Your comments here unexpectedly made FLOWERS IN THE ATTIC more interesting than I remembered it. And your remarks about how "contemporary"* novels are based on familiar settings their authors have little need of explaining clarifies one reason why I find most of them unsatisfactory: precisely that familiarity. I prefer stories with strange and unfamiliar backgrounds. Which is what we get in well done science fiction and fantasy. And, yes, FLOWERS is a grim story verging very close to horror.
Merry Christmas! Sean
*I make or made an exception for mysteries. These stories are generally set using contemporary settings. But their plots focuses on how to solve the problem of who perpetrated a crime, generally murder. Finding answers to questions regarding means, opportunity, motive, etc., were what made mysteries interesting to me.

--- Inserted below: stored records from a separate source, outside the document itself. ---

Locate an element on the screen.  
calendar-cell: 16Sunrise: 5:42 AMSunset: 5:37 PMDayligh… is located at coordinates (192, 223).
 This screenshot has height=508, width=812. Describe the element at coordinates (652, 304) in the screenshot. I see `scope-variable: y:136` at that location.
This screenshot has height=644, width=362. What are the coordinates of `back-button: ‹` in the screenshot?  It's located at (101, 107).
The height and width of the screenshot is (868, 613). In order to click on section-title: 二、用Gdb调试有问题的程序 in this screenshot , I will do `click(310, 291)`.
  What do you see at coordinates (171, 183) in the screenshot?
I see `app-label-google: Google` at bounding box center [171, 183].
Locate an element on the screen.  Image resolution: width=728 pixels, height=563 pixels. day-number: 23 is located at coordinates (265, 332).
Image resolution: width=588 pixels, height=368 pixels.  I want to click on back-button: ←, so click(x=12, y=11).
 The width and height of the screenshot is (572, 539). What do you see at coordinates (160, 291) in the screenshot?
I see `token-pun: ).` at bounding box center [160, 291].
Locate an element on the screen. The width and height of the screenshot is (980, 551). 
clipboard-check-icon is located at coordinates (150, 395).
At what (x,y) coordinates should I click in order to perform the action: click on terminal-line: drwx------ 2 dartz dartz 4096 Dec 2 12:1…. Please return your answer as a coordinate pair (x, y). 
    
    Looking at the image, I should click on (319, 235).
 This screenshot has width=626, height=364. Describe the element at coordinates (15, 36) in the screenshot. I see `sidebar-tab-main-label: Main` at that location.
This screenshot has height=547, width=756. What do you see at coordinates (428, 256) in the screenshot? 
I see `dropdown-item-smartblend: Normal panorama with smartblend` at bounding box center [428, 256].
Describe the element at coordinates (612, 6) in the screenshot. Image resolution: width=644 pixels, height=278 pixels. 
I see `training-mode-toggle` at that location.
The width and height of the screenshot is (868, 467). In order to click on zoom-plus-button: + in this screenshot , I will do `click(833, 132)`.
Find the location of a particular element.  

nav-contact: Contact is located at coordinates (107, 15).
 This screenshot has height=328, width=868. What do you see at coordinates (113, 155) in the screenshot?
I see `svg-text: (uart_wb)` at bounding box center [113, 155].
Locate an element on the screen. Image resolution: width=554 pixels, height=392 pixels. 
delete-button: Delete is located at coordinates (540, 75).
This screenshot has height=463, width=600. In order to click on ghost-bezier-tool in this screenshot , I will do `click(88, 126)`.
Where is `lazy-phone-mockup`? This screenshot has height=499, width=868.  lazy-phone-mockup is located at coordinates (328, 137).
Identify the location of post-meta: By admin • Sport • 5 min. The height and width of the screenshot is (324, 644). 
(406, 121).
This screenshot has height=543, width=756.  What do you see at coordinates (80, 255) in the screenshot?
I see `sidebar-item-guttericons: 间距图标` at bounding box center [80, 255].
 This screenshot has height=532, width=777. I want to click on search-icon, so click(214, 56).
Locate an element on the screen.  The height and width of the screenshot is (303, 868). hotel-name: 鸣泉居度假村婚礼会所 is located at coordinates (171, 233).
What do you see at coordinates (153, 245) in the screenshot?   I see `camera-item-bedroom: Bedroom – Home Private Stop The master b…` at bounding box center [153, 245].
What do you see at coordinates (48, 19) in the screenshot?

Poul Anderson liked mysteries and tried his hand at writing some, both stories and novels. Including some science fiction/fantasy mysteries. Truthfully, I thought his SF & F better than his three mystery novels (the one liked best being MURDER IN BLACK LETTER).
"The setting is contemporary, equally familiar to author and readers, therefore not needing elucidation. The author need not create a future society or an extra-terrestrial environment."
A good deal of SF is something new intruding on society contemporary to the writer.
Eg: A radical new technology is invented & the effects of that in the next few years is explored.
An alien invasion of one sort or another is often put into the authors society.
Wells' "The War of the Worlds" being the obvious example.
In "Project Hail Mary" the 'astrophage' apparently shows up no more than a few years after the period that Andy Weir was writing the story. This means that any radically new technology is stuff using the astrophage. There are lots of references to contemporary things that would be hard to comprehend by anyone from decades ago who was reading it.
It's often interesting to imagine a story set roughly now being read by someone from decades or centuries ago and think about the difficulty of it being understood.
Kaor, Jim!
I basically agree. Well done SF shows us both familiarity, continuities from the past surviving into the present of that science fiction story. And technological innovations will have effects and consequences.
H.G. Wells was a pioneer in SF, but later writers handled the idea of alien invasion better, IMO. One example from Anderson's works being THE WAR OF TWO WORLDS, an obvious play on the title of Wells' THE WAR OF THE WORLDS. And I also enjoyed Larry Niven and Jerry Pournelle's FOOTFALL.
Yes, PROJECT HAIL MARY was set in a very familiar setting, roughly our here and now. I do think Weir could usefully study the works of Anderson and Stirling, to learn how to flesh out backgrounds and settings in a more "living" way.
Anderson wrote/pub. his three mystery novels in 1959/1960/1961, and I did find his evocation of the mores and customs of a now vanished California interesting. And I thought the same way of his early science fiction novel, BRAIN WAVE, beginning as it does in the US of the early 1950's.